Help teachers translate assessment results into language families can understand. Benchmark graphs that are filled with terms like criterion-referenced or norm-referenced are technically accurate, but parents shouldn’t need to spend valuable time in an already too short meeting trying to decode jargon.
Instead, principals should model parent-friendly visuals and explanations. A fall benchmark, for example, should be framed as a baseline and a tool to highlight strengths and areas for growth.
Provide sample scripts or sentence starters such as:
- This line shows where we hope students are by the end of the year. Let’s talk about where your child is right now….
- These results show that your child shines when….
- Here’s an area we’ll focus on developing next….

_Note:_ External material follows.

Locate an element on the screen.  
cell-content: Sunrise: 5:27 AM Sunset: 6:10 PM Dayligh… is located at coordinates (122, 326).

- In class, that looks like….
- One way you could support at home is….
The goal is to help teachers demystify the data and keep the focus on what matters most: the student’s learning journey.
Three: End with “So What, Now What?”
Encourage teachers to close the conference with clear direction in the form of a “so what, now what” moment. Provide the teachers with templates or sample closing prompts so that parents leave with more than just information—they leave with an idea of what comes next.

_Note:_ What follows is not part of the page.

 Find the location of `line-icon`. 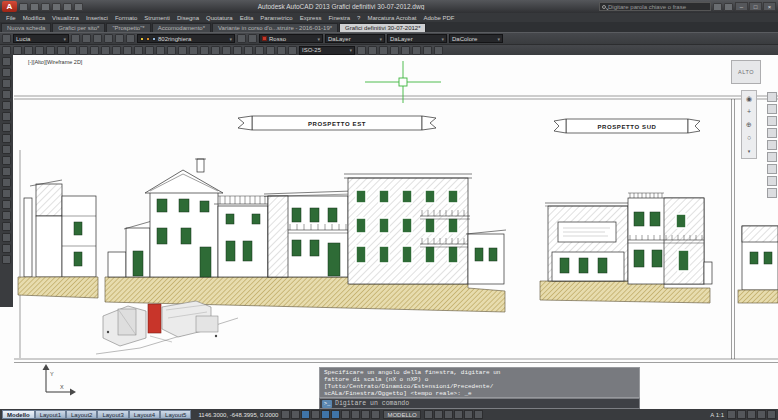

line-icon is located at coordinates (6, 62).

Guide teachers to share next steps for themselves and the student, and to offer parents simple ways to support learning at home. Reinforce that support doesn’t require hours of homework help, but consistent check-ins using questions like:
- What did you learn today?
- What challenged you?
- What are you still curious about?
- What do you need from me, or from your teacher, to keep growing?
The goal is to end conferences on a note of clarity and partnership.
Student-Led Conferences as Catalysts
Parent-teacher conferences are too important to be left to chance. They shape how parents view their child’s school experience and how students see themselves as learners. They shape school culture and trust. And they’re powerful opportunities for student growth.
When principals take the lead by giving teachers the tools, language, and structures they need, they transform these conferences from routine calendar events into catalysts for deeper student and family connection. In doing so, they affirm students as capable learners and strengthen the partnership between families and schools—turning every conversation into momentum for student success.
Anthony King, Ed.L.D. is the Executive Director of External Engagement at The Leadership Academy, an organization that provides professional learning and coaching to K-12 education leaders nationwide, with a goal of transforming schools and accelerating learning for all students. A former school principal and district leader, he started his career as a third-grade teacher.